Stick a pin in it!

A guy at the place where I work got flowers sent to him recently. I love it when guys get flowers at work. It just makes me grin. Anyway, this was a tasteful little, contained bouquet of various stuff—allium, foamflowers, love-in-a-mist, pincushion flowers, a.k.a. scabiosa. This last one is one of those “okay” flowers for me. I don’t love it; I don’t hate it. I’ve never tried to grow it. But I think that next year, I will. Because this guy’s bouquet contained regular old pincushion flowers, and then, right beside them, it contained … well, how do I describe them? Pincushion flowers on steroids? Pincushion flowers gone postal? They were such wild-looking things that I took a picture. You can see what I mean in the flower on the lower left. The insides of the blossoms got all weirdly overgrown and mutated, kind of like floral cancer. (Not a pretty image, I know!) I found these singularly appropriate for a guy’s bouquet. There’s nothing run-of-the-mill “pretty” about them, but they sure are interesting!

Down to the Garden Wire

When I ordered flower seeds from a catalog last spring, the company, Select Seed (I tend to use a different one every year, just to keep the catalogs coming), threw in a free packet of Nicotiana alata, also known as jasmine tobacco. I love the sweet-smelling flowers of nicotiana, so I was pretty excited. I wasn’t, however, excited enough to start the seeds indoors, as the package advised. Instead, I tossed the nicotiana seeds in the ground when I did my first direct outdoor sowing of seeds, on St. Patrick’s Day. The other stuff I planted then—poppies, cornflowers, calendula, larkspur—duly grew, bloomed and withered. I forgot about the nicotiana, to tell the truth. By the time the dreadful heat of July gave way to the monsoon rains of August, I was pretty much done with gardening for the year.

The nicotiana, however, weren’t done with me.

I noticed them about a week ago, in the back of the bed. I went to college in North Carolina, so I know what tobacco looks like in the ground. And the big, strong monsters of plants coming up back there looked like Carolina’s best. There are flower stalks on them as well, growing up from the center. They look to be a few weeks away from blooming at the moment. The trouble is, jasmine tobacco isn’t hardy. Which means that if frost hits, I’ll never get to see my huge, gorgeous nicotiana plants bloom!

So it’s a race, out there in the garden bed. Oh, I know, when it’s as hot and muggy as it was today, and the Phils are still playing, it seems like summer. But autumn arrived last Friday, ready or not. (And I was not.) Which will get here first, I wonder—frost, or frosty white nicotiana flowers?

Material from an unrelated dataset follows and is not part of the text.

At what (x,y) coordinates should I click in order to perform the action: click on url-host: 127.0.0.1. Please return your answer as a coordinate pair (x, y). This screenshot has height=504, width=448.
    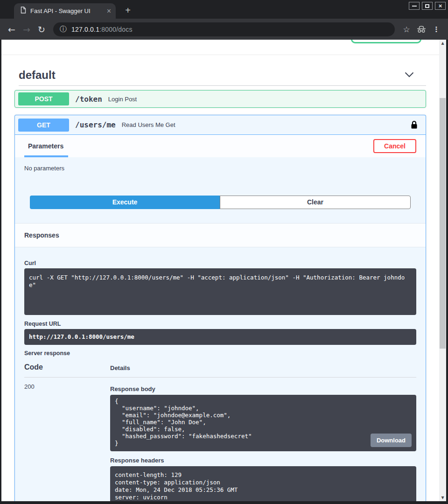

Incidentally, you can make cigarettes out of jasmine tobacco once you cure it, and there’s a ton of info on the Internet about how to cure the leaves after you pick them. Too bad I quit smoking. That would have made for a most interesting DIY!

Photo by MRaccine licensed under the Creative Commons Attribution-Share Alike 3.0 Unported license.

The autumn harvest

Been too long since I posted! First there was the long, hot drought, which meant that commenting on gardens–at least mine–was basically senseless, since everything was as parched and dry as the Texas panhandle. And then I went on a brief (but lovely) vacation to the seashore, and moved my daughter into her first real apartment … oh, what the heck. You don’t want to hear excuses; you only want to see the baby. So, for a good month and a half after the initial early-July plethora of tomatoes, there were no more tomatoes (see drought, above). But now the tomatoes have started to come back in, as has a fine mini-crop of jalapeños. And I cut a bunch of white (now green) hydrangeas–they’re Proven Winners’ ‘Incrediball,’ and the flower heads really are as big as a child’s head–and put them in a white vase a friend from work gave me, and took a photo of the whole blessed thing, and this is the result. It makes me feel better about a harvest year that didn’t quite turn out as well as I had hoped.

I should mention, however, that I planted some free nicotiana seeds that came with my seed order this year, way back in the spring. Then I more or less forgot about them. Hey, guess what? The seeds germinated, the plants got WAY big and fluffy before I realized what they were, and if frost holds off just another three weeks or so, I’ll have the lovely, unmistakeable fragrance of Nicotiana alata in my garden this year!